Ringo, therefore, has plenty of help from his friends. A few of them are still rocking in their seventies, including Winter, at 75 and Stuart at 72. Both have played with Ringo on past All-Starr bands. Lukather is 64. At 62, Bissonette is the kid in the group.
A few, to be frank, are no longer at their vocal peak. (To be fair, it’s taking me twice as long to review this than it used to.) As a result, the All-Starr set list includes a few mainly instrumental numbers, including Winters’ “Frankenstein.” This is where the lanky Texan straps half a piano around his neck, and lurches all over the stage while making the instrument wail. He also plays sax and drums on the number. Winters’ freaky musical dexterity is astounding, but this is a lot to ask a 75-year-old to sustain through 22 road shows over the next few months.
Another trim I’d make: cut “Cut the Cake,” from Stuart’s Average White Band’s repetoire. It is fun for about 30 seconds, but it also draws attention to the band’s vocal limitations.
On the other hand, Colin Hay — who turns 69 next month — can still hit every note on “Who Can It Be Now,” and “Down Under.”
I’d cut one other song and this will not please Ringo’s die-hard fans: “Yellow Submarine.” Yes, we know all the words. Just the same, enough with that song.
During the concert, Ringo does duck out for about 20 minutes, skipping “Frankenstein” and one or two other songs. Blood transfusions? Whatever he’s doing, I want some.
He barely references his former Beatles band mates, sneaking a “Hare Krishna” salute into “It Don’t Come Easy” — his way of acknowledging that George Harrison wrote much of that song. He also points out that two guys named Lennon and McCartney share a songwriting credit with him on “What Goes On.”

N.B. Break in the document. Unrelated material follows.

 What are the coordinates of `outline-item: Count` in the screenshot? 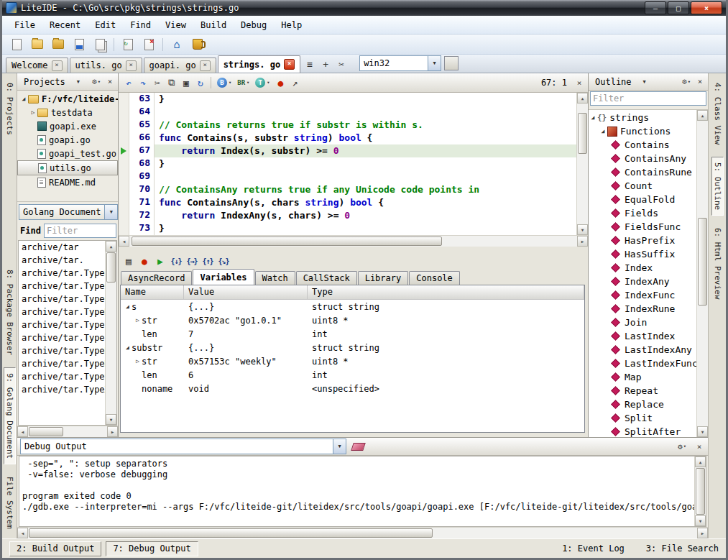 It's located at (642, 185).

There are no film clips of The Beatles at a Ringo show, or even still photos projected on screens. Ringo once called an early solo album “Sentimental Journey,” but he doesn’t take fans on one in 2022. The on-stage graphics are trippy and colourful, with plenty of flowers and peace signs.
There is also no moment when somebody says that dreaded phrase, “Here’s something off our new album.” Starr could easily have plugged something off his latest EP, but instead gave fans exactly what they came out to hear.

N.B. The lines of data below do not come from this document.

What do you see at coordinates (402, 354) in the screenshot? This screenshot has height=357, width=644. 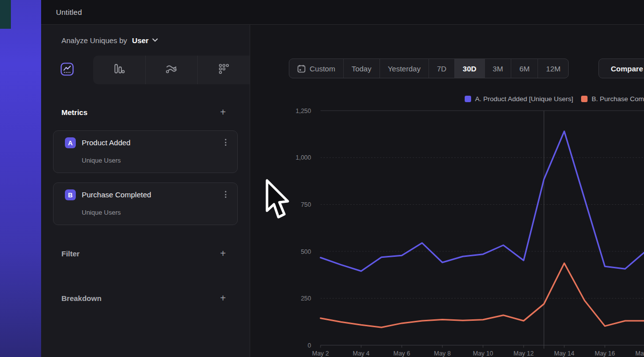 I see `svg-text: May 6` at bounding box center [402, 354].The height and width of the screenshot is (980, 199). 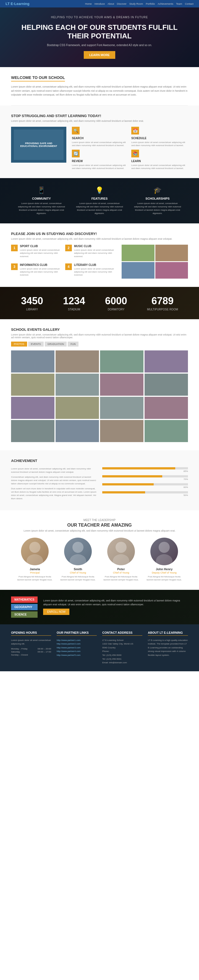 What do you see at coordinates (100, 234) in the screenshot?
I see `clubs-title: PLEASE JOIN US IN STUDYING AND DISCOVERY…` at bounding box center [100, 234].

Those fans were all over Rama and Orillia this weekend. At the tremendous restaurant we dined in Friday night, The Common Stove (highly recommended), patrons at several tables were All-Starr band bound. At the Bed & Breakfast we stayed in, Cavana House (also recommended), another couple had tickets to the Casino Rama concert. Seeing Ringo gave the woman a Beatles trifecta; not only had she seen McCartney a few years ago in Hamilton, Ont., at 15 she won a radio contest to see John Lennon and Yoko Ono as part of the fabled, “Live Peace in Toronto” concert at Varsity stadium in 1969.
What we all saw at Rama were several skilled rock veterans pushed off stage by a pandemic who were thrilled to be once again rockin’ through the oldies. That might have been the highlight of the concert: to see how happy playing before people was making these famous musicians.

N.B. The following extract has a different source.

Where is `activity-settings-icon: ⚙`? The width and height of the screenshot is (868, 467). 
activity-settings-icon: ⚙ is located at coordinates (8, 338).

Kudos also to the roadies. Several members of this band play different instruments. Lukather, for example, trades his lead guitar for a bass at one point to back up Stuart. Ham contributes on everything from keyboards, sax, flute and even a harmonica. All the instruments are seamlessly tuned and traded back-and-forth throughout the show.
The tour will continue Saturday night in Ontario at Casino Rama, the fifth time Starr has launched a tour from this venue an hour-and-a-half north of Toronto. For other cities on the schedule, follow this link.